Wednesday, June 13, 2012

¡Hola!

Yes, I did title this post in the cheesiest possible way.

I finally installed my Rosetta Stone Totale Spanish (Latin America) Christmas gift -- over two hours to install all 5 language levels!  -- and have worked through Unit 1, Lesson 4 - Core lesson. 

It's awesome.

Best part: there is zero translation.  It's all image-and-audio based.  You look at pictures, you hear words, you say words (or sounds).  If you're typing anything, it's in the new language.  This is, of course, brilliant, from a business model perspective because they can use the same Spanish (Latin America) software to teach anyone who wants to learn, regardless of their native language.  But it's also brilliant from a language acquisition perspective, a topic I know quite a bit about thanks to the state-mandated SEI training I needed for my teaching certificate.

The games (for review) are fun and range from simple (the one where you click on the picture matching the phrase you just heard) to maddening (the one where you try to get Bingo by clicking on words on a Bingo card that you hear in the native speaker's story.)  The native speakers do not speak with exaggerated slowness, and great deal of time is spent on ear training, as in  Wait, what did I just hear?  Fortunately you can (almost) always click on a button to hear a phrase repeated.

The voice recognition software is awesome, too.  It kept dinging me for saying "nosostros" when I should have been saying "nosotros" with no "s" before the "t".  It's a very subtle difference, but it wouldn't let me continue until I figured it out and got it right.  There is a really good balance of just repeating what the native speaker said and having to generate your own responses, too.

So far so good.  The program spirals back periodically to review older, already mastered material so it doesn't fall out of your brain, the same way you would, in real life, continue to use those first simple words and phrases day to day. 

High point so far: I managed to roll an "r" once yesterday. I hope if I keep practicing, I'll really be able to speak Spanish properly, not just comprehensibly.

Lord of the Flies

I started it on the flight out and finished it today. It's a little thing, but it does not go quickly. Golding's prose demands thinking about.

Somehow I managed to get through all my formal schooling without ever having read it. I knew of it, and knew the plot outline as well. And now having read it, I can see why it's on reading lists.

In contrast, DH and I saw Prometheus last weekend, and it was a crashing (literally) pretentious bore.  Its attempts to tackle primal questions (Who are we?  Why are we here?) were so awkward and obvious and predictable.  Lord of the Flies asks many of the same questions but with elegance and power.  Both works have scenes of terror, suspense, and violence, and both deal with isolated populations coming to grips with human nature, but that's where the similarities end.

100 years from now, we'll still be reading Golding, and no one will even remember Prometheus.

Saturday, June 02, 2012

"I have a knife."

On the last day of school, I brought eight huge seedless watermelons to share with all my students and co-workers. How does that work? This:



is how you slice watermelon on a school campus. It's plastic, and you would have to try very, very hard to injure a person with it. I didn't let anyone else even touch it and kept it in closely guarded custody.

I didn't know whether to be amused or exasperated by the 7th-grader who insisted that I could not slice watermelon with a plastic knife, notwithstanding that I had already sliced up four or five that day before having that conversation with her. A lot of junior high kids struggle with the intersection of reality and their concept of it.

coasting, now

School is out!  Thursday was my last day with students, and it drifted by with endless streams of students in my bare classroom, come to have watermelon and listen to music and hang out.  Friday I spent less than two hours finishing up, packing my desk and labeling my furniture -- and then spent another couple of hours wrestling with slow computers and OpenOffice, running some simple analysis of my students' AIMS scores.  (Short answer: better than last year [yay!] and reasonably well correlated to my benchmark test [yay!].)

It took a while for it to really sink in, but by yesterday evening I was practically giddy.

Today? Planning this last week at home, cramming as many home cleanup and improvement projects as possible into these few shorts days, working around the already-scheduled appointments. 

Monday I'm going for the CA-125 blood test, which is screening for ovarian cancer.  It's not definitive in and of itself, but it will provide some information as to what's going on with me.  I've already scheduled a follow-up ultrasound on that cyst for July, and I will do my best not to think about it until then.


A faithful copy of all the entries is required, with no pictures in it.

Records from a data source:
● ● ● ●
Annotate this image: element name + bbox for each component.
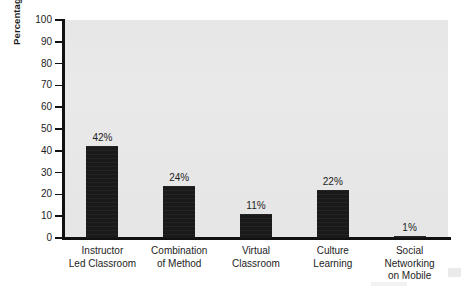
x-axis-category-label-line: Virtual: [218, 245, 295, 258]
x-axis-category-label: CultureLearning: [294, 245, 371, 270]
y-tick-mark: [55, 63, 62, 65]
y-tick-label: 80: [18, 59, 52, 69]
bar: [86, 146, 118, 238]
x-axis-category-label: SocialNetworkingon Mobile: [371, 245, 448, 283]
y-tick-label: 70: [18, 80, 52, 90]
y-tick-label: 0: [18, 233, 52, 243]
bar-value-label: 22%: [303, 176, 363, 187]
y-tick-mark: [55, 85, 62, 87]
y-tick-mark: [55, 237, 62, 239]
x-axis-category-label-line: Instructor: [64, 245, 141, 258]
x-axis-category-label: InstructorLed Classroom: [64, 245, 141, 270]
y-tick-mark: [55, 19, 62, 21]
x-axis-category-label: VirtualClassroom: [218, 245, 295, 270]
scan-artifact: [448, 268, 461, 277]
y-tick-label: 100: [18, 15, 52, 25]
x-axis-category-label-line: on Mobile: [371, 270, 448, 283]
y-axis-ticks: 0102030405060708090100: [0, 0, 62, 296]
y-tick-label: 20: [18, 189, 52, 199]
y-tick-mark: [55, 150, 62, 152]
y-tick-label: 90: [18, 37, 52, 47]
x-axis-category-label-line: Networking: [371, 258, 448, 271]
bar: [394, 236, 426, 238]
y-tick-mark: [55, 215, 62, 217]
bar-chart-figure: Percentage Using 0102030405060708090100 …: [0, 0, 465, 296]
bar-value-label: 11%: [226, 200, 286, 211]
x-axis-category-label-line: Culture: [294, 245, 371, 258]
y-tick-label: 40: [18, 146, 52, 156]
bar: [317, 190, 349, 238]
scan-artifact: [371, 282, 407, 286]
y-tick-mark: [55, 172, 62, 174]
y-tick-mark: [55, 128, 62, 130]
bar-value-label: 24%: [149, 172, 209, 183]
x-axis-category-label-line: Combination: [141, 245, 218, 258]
y-tick-mark: [55, 106, 62, 108]
y-tick-label: 50: [18, 124, 52, 134]
x-axis-category-label: Combinationof Method: [141, 245, 218, 270]
x-axis-category-label-line: Social: [371, 245, 448, 258]
y-tick-mark: [55, 41, 62, 43]
x-axis-category-label-line: Learning: [294, 258, 371, 271]
x-axis-category-label-line: of Method: [141, 258, 218, 271]
bar-value-label: 42%: [72, 132, 132, 143]
x-axis-category-label-line: Led Classroom: [64, 258, 141, 271]
bar: [163, 186, 195, 238]
x-axis-category-label-line: Classroom: [218, 258, 295, 271]
bar: [240, 214, 272, 238]
y-tick-label: 60: [18, 102, 52, 112]
y-tick-label: 10: [18, 211, 52, 221]
y-axis-line: [62, 19, 65, 239]
y-tick-label: 30: [18, 168, 52, 178]
bar-value-label: 1%: [380, 222, 440, 233]
y-tick-mark: [55, 194, 62, 196]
● ● ● ●
[Task response]:
Annotate this image: element name + bbox for each component.
x-axis-category-label-line: Virtual: [218, 245, 295, 258]
x-axis-category-label: CultureLearning: [294, 245, 371, 270]
y-tick-mark: [55, 63, 62, 65]
y-tick-label: 80: [18, 59, 52, 69]
bar: [86, 146, 118, 238]
x-axis-category-label: SocialNetworkingon Mobile: [371, 245, 448, 283]
y-tick-label: 70: [18, 80, 52, 90]
y-tick-label: 0: [18, 233, 52, 243]
bar-value-label: 22%: [303, 176, 363, 187]
y-tick-mark: [55, 85, 62, 87]
y-tick-mark: [55, 237, 62, 239]
x-axis-category-label-line: Instructor: [64, 245, 141, 258]
x-axis-category-label: InstructorLed Classroom: [64, 245, 141, 270]
y-tick-mark: [55, 19, 62, 21]
x-axis-category-label: VirtualClassroom: [218, 245, 295, 270]
scan-artifact: [448, 268, 461, 277]
y-tick-label: 100: [18, 15, 52, 25]
x-axis-category-label-line: on Mobile: [371, 270, 448, 283]
y-axis-ticks: 0102030405060708090100: [0, 0, 62, 296]
y-tick-label: 20: [18, 189, 52, 199]
y-tick-mark: [55, 150, 62, 152]
y-tick-label: 90: [18, 37, 52, 47]
x-axis-category-label-line: Networking: [371, 258, 448, 271]
bar: [394, 236, 426, 238]
y-tick-mark: [55, 215, 62, 217]
bar-chart-figure: Percentage Using 0102030405060708090100 …: [0, 0, 465, 296]
bar-value-label: 11%: [226, 200, 286, 211]
x-axis-category-label-line: Culture: [294, 245, 371, 258]
y-tick-label: 40: [18, 146, 52, 156]
bar: [317, 190, 349, 238]
scan-artifact: [371, 282, 407, 286]
y-tick-mark: [55, 172, 62, 174]
y-tick-mark: [55, 128, 62, 130]
bar-value-label: 24%: [149, 172, 209, 183]
x-axis-category-label-line: Combination: [141, 245, 218, 258]
y-tick-mark: [55, 106, 62, 108]
y-tick-label: 50: [18, 124, 52, 134]
x-axis-category-label: Combinationof Method: [141, 245, 218, 270]
x-axis-category-label-line: Social: [371, 245, 448, 258]
y-tick-mark: [55, 41, 62, 43]
x-axis-category-label-line: Learning: [294, 258, 371, 271]
x-axis-category-label-line: of Method: [141, 258, 218, 271]
bar-value-label: 42%: [72, 132, 132, 143]
x-axis-category-label-line: Led Classroom: [64, 258, 141, 271]
bar: [163, 186, 195, 238]
x-axis-category-label-line: Classroom: [218, 258, 295, 271]
bar: [240, 214, 272, 238]
y-tick-label: 60: [18, 102, 52, 112]
y-tick-label: 10: [18, 211, 52, 221]
y-axis-line: [62, 19, 65, 239]
y-tick-label: 30: [18, 168, 52, 178]
bar-value-label: 1%: [380, 222, 440, 233]
y-tick-mark: [55, 194, 62, 196]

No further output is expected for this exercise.